One of the things that I'm really learning this week - apart from all the chemistry - is how good it is to spend time really, really concentrating at something, and trying to get it absolutely right. So what if it takes an hour to make a print that doesn't quite work? One learns from that, one makes adjustments, one tries again - and tries, also, to remember to make further adjustments, because of the sun being higher, or behind a cloud, or whatever (and then, sometimes good stuff happens by accident, in any case). There is something very zen about this - on the other hand, it's odd doing this within a group, because I find myself heading more and more into myself as I do it... It is a wonderful antidote to digital near-instantaneity, and a million times more satisfying.
Thursday, June 24, 2010
eggs on eggs
What else should one start with, when printing using the albumen method, other than images of eggs? First, take three dozen eggs, and separate the whites, and whisk them, and then mix this up with some tapioca starch which has been mixed with boiling citric acid and sodium chloride. Then coat your paper - by soaking it, and then squeegee-ing off the syicky substance without leaving any bubbles. Then hang it up to dry.... Then give it two coats of 15% silver nitrate, and place your negative on it, and rush out into the shade for, say, four minutes, and then the sun for one. And then you scuttle inside again, and bathe it in salted water with citric acid, then fresh running water, then drop into toner for 5 minutes - we were using gold-ammonium thiocynate toner - then rinse again - then fix in a bath of sodium thiosulfate - then clear in sodium sulfite - then wash in running water. And then, if you're lucky, you get a print like the one in the middle.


Exercise aim:
Set down the data that follows again, exactly as written.

Dataset records:
==============================

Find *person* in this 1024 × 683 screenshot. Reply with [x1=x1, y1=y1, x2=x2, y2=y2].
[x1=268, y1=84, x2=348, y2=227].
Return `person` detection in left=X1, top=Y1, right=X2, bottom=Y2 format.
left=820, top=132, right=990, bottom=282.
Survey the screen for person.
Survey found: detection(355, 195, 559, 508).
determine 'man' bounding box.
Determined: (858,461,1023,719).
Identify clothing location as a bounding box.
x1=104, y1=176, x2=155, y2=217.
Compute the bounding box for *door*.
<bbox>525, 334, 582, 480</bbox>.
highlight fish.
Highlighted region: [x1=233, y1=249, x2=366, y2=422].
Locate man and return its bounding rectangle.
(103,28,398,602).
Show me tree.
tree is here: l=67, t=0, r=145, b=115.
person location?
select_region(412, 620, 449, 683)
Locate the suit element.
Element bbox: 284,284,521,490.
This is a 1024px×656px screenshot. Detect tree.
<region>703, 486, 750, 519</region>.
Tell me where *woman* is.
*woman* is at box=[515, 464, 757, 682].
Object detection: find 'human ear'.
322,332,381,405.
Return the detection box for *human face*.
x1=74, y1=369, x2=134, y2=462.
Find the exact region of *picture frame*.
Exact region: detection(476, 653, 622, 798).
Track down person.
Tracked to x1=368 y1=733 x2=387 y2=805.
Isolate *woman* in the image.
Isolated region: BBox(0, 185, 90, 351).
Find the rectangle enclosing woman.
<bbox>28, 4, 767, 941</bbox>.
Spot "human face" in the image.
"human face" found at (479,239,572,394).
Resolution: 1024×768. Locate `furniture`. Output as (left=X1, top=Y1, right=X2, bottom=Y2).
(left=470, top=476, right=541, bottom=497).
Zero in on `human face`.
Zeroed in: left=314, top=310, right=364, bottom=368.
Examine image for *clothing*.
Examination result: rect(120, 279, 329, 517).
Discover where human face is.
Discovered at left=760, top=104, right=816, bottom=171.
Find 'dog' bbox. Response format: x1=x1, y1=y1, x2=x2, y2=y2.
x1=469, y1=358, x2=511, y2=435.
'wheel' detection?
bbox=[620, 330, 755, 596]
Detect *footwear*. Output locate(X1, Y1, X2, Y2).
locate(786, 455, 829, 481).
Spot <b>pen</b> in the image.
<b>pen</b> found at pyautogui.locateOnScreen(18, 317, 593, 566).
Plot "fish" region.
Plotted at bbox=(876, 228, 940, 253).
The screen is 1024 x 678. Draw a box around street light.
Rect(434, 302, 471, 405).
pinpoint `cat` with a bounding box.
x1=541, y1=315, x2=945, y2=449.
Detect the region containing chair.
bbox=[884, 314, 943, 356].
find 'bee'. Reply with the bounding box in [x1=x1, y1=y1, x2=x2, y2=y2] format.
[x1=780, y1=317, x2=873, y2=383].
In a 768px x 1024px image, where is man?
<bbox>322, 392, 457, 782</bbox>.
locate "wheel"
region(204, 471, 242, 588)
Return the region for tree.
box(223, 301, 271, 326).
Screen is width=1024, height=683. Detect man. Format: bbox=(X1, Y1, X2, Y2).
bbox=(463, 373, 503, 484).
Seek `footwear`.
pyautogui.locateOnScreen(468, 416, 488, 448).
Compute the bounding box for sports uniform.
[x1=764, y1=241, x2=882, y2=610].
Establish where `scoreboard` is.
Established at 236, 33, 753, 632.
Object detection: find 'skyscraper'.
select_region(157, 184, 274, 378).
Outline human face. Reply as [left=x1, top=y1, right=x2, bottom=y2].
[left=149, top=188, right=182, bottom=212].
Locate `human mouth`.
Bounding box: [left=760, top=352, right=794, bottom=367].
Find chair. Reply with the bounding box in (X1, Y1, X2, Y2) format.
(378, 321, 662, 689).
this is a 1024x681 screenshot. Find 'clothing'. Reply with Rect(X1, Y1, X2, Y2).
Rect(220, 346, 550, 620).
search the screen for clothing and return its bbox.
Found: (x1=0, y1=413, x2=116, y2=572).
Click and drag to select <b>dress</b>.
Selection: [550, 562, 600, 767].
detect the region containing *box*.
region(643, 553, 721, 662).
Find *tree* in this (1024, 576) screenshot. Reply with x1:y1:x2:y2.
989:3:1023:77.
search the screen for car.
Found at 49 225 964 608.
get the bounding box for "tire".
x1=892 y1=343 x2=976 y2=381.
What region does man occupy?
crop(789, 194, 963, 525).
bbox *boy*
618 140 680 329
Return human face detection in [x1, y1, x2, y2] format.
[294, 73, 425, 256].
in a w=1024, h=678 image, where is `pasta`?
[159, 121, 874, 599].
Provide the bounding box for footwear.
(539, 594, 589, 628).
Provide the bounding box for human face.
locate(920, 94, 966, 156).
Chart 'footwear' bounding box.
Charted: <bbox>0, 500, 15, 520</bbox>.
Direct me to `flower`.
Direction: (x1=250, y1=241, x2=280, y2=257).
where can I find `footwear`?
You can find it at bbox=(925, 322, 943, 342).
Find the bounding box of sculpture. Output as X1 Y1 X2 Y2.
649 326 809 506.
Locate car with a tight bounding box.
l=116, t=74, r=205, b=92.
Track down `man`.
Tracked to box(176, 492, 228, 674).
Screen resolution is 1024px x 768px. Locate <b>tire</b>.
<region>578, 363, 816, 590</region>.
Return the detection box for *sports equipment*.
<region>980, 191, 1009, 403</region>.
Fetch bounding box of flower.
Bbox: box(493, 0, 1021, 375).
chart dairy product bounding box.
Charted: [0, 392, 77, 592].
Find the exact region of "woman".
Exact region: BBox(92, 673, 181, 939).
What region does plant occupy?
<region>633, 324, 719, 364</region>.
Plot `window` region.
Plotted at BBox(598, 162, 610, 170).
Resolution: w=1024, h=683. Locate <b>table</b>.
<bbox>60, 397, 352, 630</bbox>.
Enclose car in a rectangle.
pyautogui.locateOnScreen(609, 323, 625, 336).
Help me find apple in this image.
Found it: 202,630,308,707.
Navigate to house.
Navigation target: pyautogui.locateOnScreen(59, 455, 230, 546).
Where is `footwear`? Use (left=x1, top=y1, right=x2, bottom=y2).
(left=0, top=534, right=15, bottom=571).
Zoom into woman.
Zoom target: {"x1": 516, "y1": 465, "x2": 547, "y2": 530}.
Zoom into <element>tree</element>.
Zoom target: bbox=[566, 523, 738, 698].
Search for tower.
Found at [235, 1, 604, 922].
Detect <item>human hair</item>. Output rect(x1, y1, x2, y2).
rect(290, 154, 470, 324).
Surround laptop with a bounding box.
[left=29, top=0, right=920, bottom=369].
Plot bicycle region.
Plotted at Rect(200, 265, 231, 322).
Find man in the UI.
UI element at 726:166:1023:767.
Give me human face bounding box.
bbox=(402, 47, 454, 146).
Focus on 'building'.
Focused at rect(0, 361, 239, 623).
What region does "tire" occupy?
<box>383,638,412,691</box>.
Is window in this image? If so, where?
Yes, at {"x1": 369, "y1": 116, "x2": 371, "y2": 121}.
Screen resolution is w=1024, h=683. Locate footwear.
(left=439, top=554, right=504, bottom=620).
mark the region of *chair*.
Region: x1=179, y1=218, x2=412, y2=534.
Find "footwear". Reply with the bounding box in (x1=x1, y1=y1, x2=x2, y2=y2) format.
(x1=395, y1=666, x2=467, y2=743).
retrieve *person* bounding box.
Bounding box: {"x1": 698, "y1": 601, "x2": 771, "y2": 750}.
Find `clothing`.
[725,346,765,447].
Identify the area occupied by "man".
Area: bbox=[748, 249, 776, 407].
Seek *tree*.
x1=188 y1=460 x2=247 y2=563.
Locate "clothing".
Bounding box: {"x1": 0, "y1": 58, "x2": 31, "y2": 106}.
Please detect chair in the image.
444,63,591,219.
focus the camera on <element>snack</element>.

==============================

Written solution:
Find *person* in this 1024 × 683 screenshot. Reply with [x1=x1, y1=y1, x2=x2, y2=y2].
[x1=268, y1=84, x2=348, y2=227].
Return `person` detection in left=X1, top=Y1, right=X2, bottom=Y2 format.
left=820, top=132, right=990, bottom=282.
Survey the screen for person.
Survey found: detection(355, 195, 559, 508).
determine 'man' bounding box.
Determined: (858,461,1023,719).
Identify clothing location as a bounding box.
x1=104, y1=176, x2=155, y2=217.
Compute the bounding box for *door*.
<bbox>525, 334, 582, 480</bbox>.
highlight fish.
Highlighted region: [x1=233, y1=249, x2=366, y2=422].
Locate man and return its bounding rectangle.
(103,28,398,602).
Show me tree.
tree is here: l=67, t=0, r=145, b=115.
person location?
select_region(412, 620, 449, 683)
Locate the suit element.
Element bbox: 284,284,521,490.
This is a 1024px×656px screenshot. Detect tree.
<region>703, 486, 750, 519</region>.
Tell me where *woman* is.
*woman* is at box=[515, 464, 757, 682].
Object detection: find 'human ear'.
322,332,381,405.
Return the detection box for *human face*.
x1=74, y1=369, x2=134, y2=462.
Find the exact region of *picture frame*.
Exact region: detection(476, 653, 622, 798).
Track down person.
Tracked to x1=368 y1=733 x2=387 y2=805.
Isolate *woman* in the image.
Isolated region: BBox(0, 185, 90, 351).
Find the rectangle enclosing woman.
<bbox>28, 4, 767, 941</bbox>.
Spot "human face" in the image.
"human face" found at (479,239,572,394).
Resolution: 1024×768. Locate `furniture`. Output as (left=X1, top=Y1, right=X2, bottom=Y2).
(left=470, top=476, right=541, bottom=497).
Zero in on `human face`.
Zeroed in: left=314, top=310, right=364, bottom=368.
Examine image for *clothing*.
Examination result: rect(120, 279, 329, 517).
Discover where human face is.
Discovered at left=760, top=104, right=816, bottom=171.
Find 'dog' bbox. Response format: x1=x1, y1=y1, x2=x2, y2=y2.
x1=469, y1=358, x2=511, y2=435.
'wheel' detection?
bbox=[620, 330, 755, 596]
Detect *footwear*. Output locate(X1, Y1, X2, Y2).
locate(786, 455, 829, 481).
Spot <b>pen</b> in the image.
<b>pen</b> found at pyautogui.locateOnScreen(18, 317, 593, 566).
Plot "fish" region.
Plotted at bbox=(876, 228, 940, 253).
The screen is 1024 x 678. Draw a box around street light.
Rect(434, 302, 471, 405).
pinpoint `cat` with a bounding box.
x1=541, y1=315, x2=945, y2=449.
Detect the region containing chair.
bbox=[884, 314, 943, 356].
find 'bee'. Reply with the bounding box in [x1=x1, y1=y1, x2=x2, y2=y2] format.
[x1=780, y1=317, x2=873, y2=383].
In a 768px x 1024px image, where is man?
<bbox>322, 392, 457, 782</bbox>.
locate "wheel"
region(204, 471, 242, 588)
Return the region for tree.
box(223, 301, 271, 326).
Screen is width=1024, height=683. Detect man. Format: bbox=(X1, Y1, X2, Y2).
bbox=(463, 373, 503, 484).
Seek `footwear`.
pyautogui.locateOnScreen(468, 416, 488, 448).
Compute the bounding box for sports uniform.
[x1=764, y1=241, x2=882, y2=610].
Establish where `scoreboard` is.
Established at 236, 33, 753, 632.
Object detection: find 'skyscraper'.
select_region(157, 184, 274, 378).
Outline human face. Reply as [left=x1, top=y1, right=x2, bottom=y2].
[left=149, top=188, right=182, bottom=212].
Locate `human mouth`.
Bounding box: [left=760, top=352, right=794, bottom=367].
Find chair. Reply with the bounding box in (X1, Y1, X2, Y2) format.
(378, 321, 662, 689).
this is a 1024x681 screenshot. Find 'clothing'. Reply with Rect(X1, Y1, X2, Y2).
Rect(220, 346, 550, 620).
search the screen for clothing and return its bbox.
Found: (x1=0, y1=413, x2=116, y2=572).
Click and drag to select <b>dress</b>.
Selection: [550, 562, 600, 767].
detect the region containing *box*.
region(643, 553, 721, 662).
Find *tree* in this (1024, 576) screenshot. Reply with x1:y1:x2:y2.
989:3:1023:77.
search the screen for car.
Found at 49 225 964 608.
get the bounding box for "tire".
x1=892 y1=343 x2=976 y2=381.
What region does man occupy?
crop(789, 194, 963, 525).
bbox *boy*
618 140 680 329
Return human face detection in [x1, y1, x2, y2] format.
[294, 73, 425, 256].
in a w=1024, h=678 image, where is `pasta`?
[159, 121, 874, 599].
Provide the bounding box for footwear.
(539, 594, 589, 628).
Provide the bounding box for human face.
locate(920, 94, 966, 156).
Chart 'footwear' bounding box.
Charted: <bbox>0, 500, 15, 520</bbox>.
Direct me to `flower`.
Direction: (x1=250, y1=241, x2=280, y2=257).
where can I find `footwear`?
You can find it at bbox=(925, 322, 943, 342).
Find the bounding box of sculpture. Output as X1 Y1 X2 Y2.
649 326 809 506.
Locate car with a tight bounding box.
l=116, t=74, r=205, b=92.
Track down `man`.
Tracked to box(176, 492, 228, 674).
Screen resolution is 1024px x 768px. Locate <b>tire</b>.
<region>578, 363, 816, 590</region>.
Return the detection box for *sports equipment*.
<region>980, 191, 1009, 403</region>.
Fetch bounding box of flower.
Bbox: box(493, 0, 1021, 375).
chart dairy product bounding box.
Charted: [0, 392, 77, 592].
Find the exact region of "woman".
Exact region: BBox(92, 673, 181, 939).
What region does plant occupy?
<region>633, 324, 719, 364</region>.
Plot `window` region.
Plotted at BBox(598, 162, 610, 170).
Resolution: w=1024, h=683. Locate <b>table</b>.
<bbox>60, 397, 352, 630</bbox>.
Enclose car in a rectangle.
pyautogui.locateOnScreen(609, 323, 625, 336).
Help me find apple in this image.
Found it: 202,630,308,707.
Navigate to house.
Navigation target: pyautogui.locateOnScreen(59, 455, 230, 546).
Where is `footwear`? Use (left=x1, top=y1, right=x2, bottom=y2).
(left=0, top=534, right=15, bottom=571).
Zoom into woman.
Zoom target: {"x1": 516, "y1": 465, "x2": 547, "y2": 530}.
Zoom into <element>tree</element>.
Zoom target: bbox=[566, 523, 738, 698].
Search for tower.
Found at [235, 1, 604, 922].
Detect <item>human hair</item>. Output rect(x1, y1, x2, y2).
rect(290, 154, 470, 324).
Surround laptop with a bounding box.
[left=29, top=0, right=920, bottom=369].
Plot bicycle region.
Plotted at Rect(200, 265, 231, 322).
Find man in the UI.
UI element at 726:166:1023:767.
Give me human face bounding box.
bbox=(402, 47, 454, 146).
Focus on 'building'.
Focused at rect(0, 361, 239, 623).
What region does "tire" occupy?
<box>383,638,412,691</box>.
Is window in this image? If so, where?
Yes, at {"x1": 369, "y1": 116, "x2": 371, "y2": 121}.
Screen resolution is w=1024, h=683. Locate footwear.
(left=439, top=554, right=504, bottom=620).
mark the region of *chair*.
Region: x1=179, y1=218, x2=412, y2=534.
Find "footwear". Reply with the bounding box in (x1=x1, y1=y1, x2=x2, y2=y2) format.
(x1=395, y1=666, x2=467, y2=743).
retrieve *person* bounding box.
Bounding box: {"x1": 698, "y1": 601, "x2": 771, "y2": 750}.
Find `clothing`.
[725,346,765,447].
Identify the area occupied by "man".
Area: bbox=[748, 249, 776, 407].
Seek *tree*.
x1=188 y1=460 x2=247 y2=563.
Locate "clothing".
Bounding box: {"x1": 0, "y1": 58, "x2": 31, "y2": 106}.
Please detect chair in the image.
444,63,591,219.
focus the camera on <element>snack</element>.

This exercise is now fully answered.